Since COVID, the world as most of us have known it has turned on its head with democratically-elected politicians and unelected bureaucrats seizing the moment to amass enormous powers for themselves that violate civil liberties en masse. In the process, the World Economic Forum (WEF) rose to public consciousness for many who had only been vaguely familiar with the organization beforehand. The organization’s founder, Klaus Schwab, issued a call to action, declaring that “The pandemic represents a rare but narrow window of opportunity to reflect, reimagine, and reset our world.”
For many among the billions of victims of totalitarian COVID policies around the world and for those familiar with the WEF’s rejuvenation of Malthusian thought (frequent warnings of overpopulation), its call to “degrow” the global economy, for us all to integrate insects into our diets while consuming less (or no) meat, its push for CBDCs (despite enormous public opposition), the “narrow window of opportunity” that Schwab calls for to “reset our world” hardly instigates feelings of excitement. It instead highlights the importance of remaining vigilant against ever-looming new rounds of human rights violations on a global scale.
Thomas Sowell distinguishes between the two Visions in A Conflict of Visions. The ‘Constrained Vision’ sees human nature as flawed, selfish and fixed; while the ‘Unconstrained Vision’ sees it as endlessly malleable, like clay or putty—something that can be shaped and molded into something from a designer’s imagination. Cognitive psychologist Steven Pinker builds upon Sowell’s framework in his own book The Blank Slate, where he argues that the ‘Unconstrained Vision’ (which Pinker calls the ‘Utopian Vision’) is a denial of human nature, rejecting that the human mind possesses an innate biological programming. It is this fallacy that inevitably led to some of the worst atrocities of the 20th Century, each committed in the name of egalitarianism. Among the several examples he cites are the Soviet Union under Lenin and Stalin, China’s Cultural Revolution under Mao Zedong (responsible for as many as sixty-five million deaths), and Cambodia’s Khmer Rouge under Pol Pot (during which a quarter of the nation’s population was killed).
Pinker quotes Lenin’s admirer Maxim Gorky: “The working classes are to Lenin what minerals are to the metallurgist.” Mao echoed this sentiment in writing that “It is on a blank page that the most beautiful poems are written.” Similarly, a Khmer Rouge slogan stated that “Only the newborn babies are spotless.”
In some important ways, our time is reminiscent of the French Revolution. As Sowell notes in yet another book, Knowledge and Decisions, “The French Revolution was based on abstract speculation on the nature of man by intellectuals, and on the potentiality of government as a means of human improvement,” while the “American Revolution was based on historical experience of man as he is and has been, and on the shortcomings and dangers of government as actually observed.”
The French Revolution’s attempt to develop “the perfectability of man” is characterized by its combination of massacres and public executions of tens of thousands (many by guillotine) during the “Reign of Terror,” and Robespierre’s statement that the bloodshed would end only “when all people will have become equally devoted to their country and its laws.”
The French revolutionaries also sought to bring about a new scientific man by means of reshaping institutions. One failed attempt consisted of instituting a 10-day week that was “designed to swallow up the Christian Sunday in a new cycle of work and recreation,” as the 7-day week of the Gregorian calendar “was viewed as nonscientific and tainted with religious associations.” In other words, if the French public was to hold an allegiance to a higher power (God), this would only distract from the utopian visions of revolutionaries who demanded absolute allegiance to themselves and to their plans.
Beyond the week, standardization of measurement also brought about the so-called “metrical revolution.” As James C. Scott notes in his book Seeing Like a State, there was some organic demand from the public to standardize measurement in France (to facilitate commerce and from Enlightenment philosophy), but “the Revolution and especially Napoleonic state building actually enforced the metric system in France and the empire.” In other words, the metric system didn’t gain mass adoption on merit alone; it took a dictator (who even crowned himself emperor) and all the carnage that comes with such a figurehead.
The American Founding Fathers, by contrast, (generally speaking) sought to deal with man’s nature head on, warts and all. As James Madison wrote in Federalist 51,
If men were angels, no government would be necessary. If angels were to govern men, neither external nor internal controls on government would be necessary. In framing a government which is to be administered by men over men, the great difficulty lies in this: you must first enable the government to control the governed; and in the next place oblige it to control itself.
History is full of instructive examples that reveal the conditions that allow for both human flourishing and those that end catastrophically. There is no shortage of examples to suggest what might happen if we redesign (or “reset”) a society from the imaginations of intellectuals pushing an agenda for the rest of us to comply with. Freedom is, above all, (to quote Sowell) “the right of ordinary people to find elbow room for themselves and a refuge from the rampaging presumptions of their ‘betters.’”
“Elbow room for ordinary people.” Now that’s a slogan worth repeating.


**TASK INSTRUCTIONS:** Output all of the lines below exactly, and leave out each image.

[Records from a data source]
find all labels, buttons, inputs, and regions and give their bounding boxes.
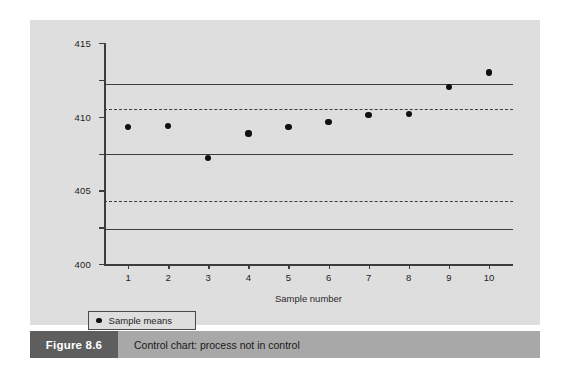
figure-number: Figure 8.6	[30, 331, 118, 358]
data-point	[125, 124, 131, 130]
y-tick-label: 415	[75, 38, 91, 49]
x-tick-label: 4	[246, 272, 251, 283]
filled-circle-icon	[96, 318, 102, 324]
x-tick-label: 1	[125, 272, 130, 283]
legend: Sample means	[88, 311, 196, 330]
data-point	[245, 130, 251, 136]
x-tick-label: 10	[484, 272, 495, 283]
x-tick	[329, 264, 330, 269]
x-tick	[168, 264, 169, 269]
y-tick: 385	[99, 264, 104, 265]
x-tick-label: 3	[206, 272, 211, 283]
x-tick	[449, 264, 450, 269]
figure-panel: 415410405400395390385 12345678910 Sample…	[30, 20, 540, 325]
x-tick	[489, 264, 490, 269]
x-axis	[104, 264, 513, 266]
y-tick: 410	[99, 80, 104, 81]
x-axis-title: Sample number	[104, 293, 513, 304]
x-tick-label: 8	[406, 272, 411, 283]
data-point	[205, 155, 211, 161]
data-point	[165, 123, 171, 129]
y-tick: 405	[99, 117, 104, 118]
y-tick-label: 410	[75, 111, 91, 122]
x-tick	[288, 264, 289, 269]
data-point	[325, 119, 331, 125]
data-point	[365, 112, 371, 118]
lower-warning-limit	[104, 201, 513, 202]
data-point	[406, 111, 412, 117]
data-point	[285, 124, 291, 130]
upper-warning-limit	[104, 109, 513, 110]
plot-area: 415410405400395390385 12345678910 Sample…	[104, 43, 513, 264]
y-tick-label: 400	[75, 259, 91, 270]
x-tick	[409, 264, 410, 269]
x-tick	[208, 264, 209, 269]
x-tick-label: 7	[366, 272, 371, 283]
y-tick: 415	[99, 43, 104, 44]
data-point	[486, 69, 492, 75]
x-tick	[248, 264, 249, 269]
y-tick-label: 405	[75, 185, 91, 196]
legend-label: Sample means	[109, 315, 172, 326]
y-tick: 395	[99, 190, 104, 191]
x-tick-label: 9	[446, 272, 451, 283]
upper-control-limit	[104, 84, 513, 85]
x-tick	[369, 264, 370, 269]
x-tick-label: 2	[166, 272, 171, 283]
data-point	[446, 84, 452, 90]
lower-control-limit	[104, 229, 513, 230]
x-tick	[128, 264, 129, 269]
y-tick: 390	[99, 227, 104, 228]
x-tick-label: 5	[286, 272, 291, 283]
centre-line	[104, 154, 513, 155]
figure-caption-bar: Figure 8.6 Control chart: process not in…	[30, 331, 540, 358]
figure-caption-text: Control chart: process not in control	[118, 331, 540, 358]
x-tick-label: 6	[326, 272, 331, 283]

**WRITTEN RESPONSE:**
find all labels, buttons, inputs, and regions and give their bounding boxes.
figure-number: Figure 8.6	[30, 331, 118, 358]
data-point	[125, 124, 131, 130]
y-tick-label: 415	[75, 38, 91, 49]
x-tick-label: 4	[246, 272, 251, 283]
filled-circle-icon	[96, 318, 102, 324]
x-tick-label: 1	[125, 272, 130, 283]
legend: Sample means	[88, 311, 196, 330]
data-point	[245, 130, 251, 136]
x-tick-label: 10	[484, 272, 495, 283]
x-tick	[329, 264, 330, 269]
x-tick	[168, 264, 169, 269]
y-tick: 385	[99, 264, 104, 265]
x-tick-label: 3	[206, 272, 211, 283]
x-tick	[449, 264, 450, 269]
figure-panel: 415410405400395390385 12345678910 Sample…	[30, 20, 540, 325]
x-tick	[489, 264, 490, 269]
x-axis	[104, 264, 513, 266]
y-tick: 410	[99, 80, 104, 81]
x-axis-title: Sample number	[104, 293, 513, 304]
x-tick-label: 8	[406, 272, 411, 283]
data-point	[205, 155, 211, 161]
data-point	[165, 123, 171, 129]
y-tick: 405	[99, 117, 104, 118]
y-tick-label: 410	[75, 111, 91, 122]
x-tick	[288, 264, 289, 269]
data-point	[325, 119, 331, 125]
data-point	[365, 112, 371, 118]
lower-warning-limit	[104, 201, 513, 202]
data-point	[406, 111, 412, 117]
data-point	[285, 124, 291, 130]
upper-warning-limit	[104, 109, 513, 110]
plot-area: 415410405400395390385 12345678910 Sample…	[104, 43, 513, 264]
y-tick-label: 400	[75, 259, 91, 270]
x-tick	[409, 264, 410, 269]
x-tick	[208, 264, 209, 269]
x-tick-label: 7	[366, 272, 371, 283]
y-tick: 415	[99, 43, 104, 44]
data-point	[486, 69, 492, 75]
x-tick	[248, 264, 249, 269]
y-tick-label: 405	[75, 185, 91, 196]
legend-label: Sample means	[109, 315, 172, 326]
y-tick: 395	[99, 190, 104, 191]
x-tick-label: 9	[446, 272, 451, 283]
upper-control-limit	[104, 84, 513, 85]
x-tick	[369, 264, 370, 269]
x-tick-label: 2	[166, 272, 171, 283]
data-point	[446, 84, 452, 90]
lower-control-limit	[104, 229, 513, 230]
x-tick	[128, 264, 129, 269]
y-tick: 390	[99, 227, 104, 228]
x-tick-label: 5	[286, 272, 291, 283]
centre-line	[104, 154, 513, 155]
figure-caption-bar: Figure 8.6 Control chart: process not in…	[30, 331, 540, 358]
figure-caption-text: Control chart: process not in control	[118, 331, 540, 358]
x-tick-label: 6	[326, 272, 331, 283]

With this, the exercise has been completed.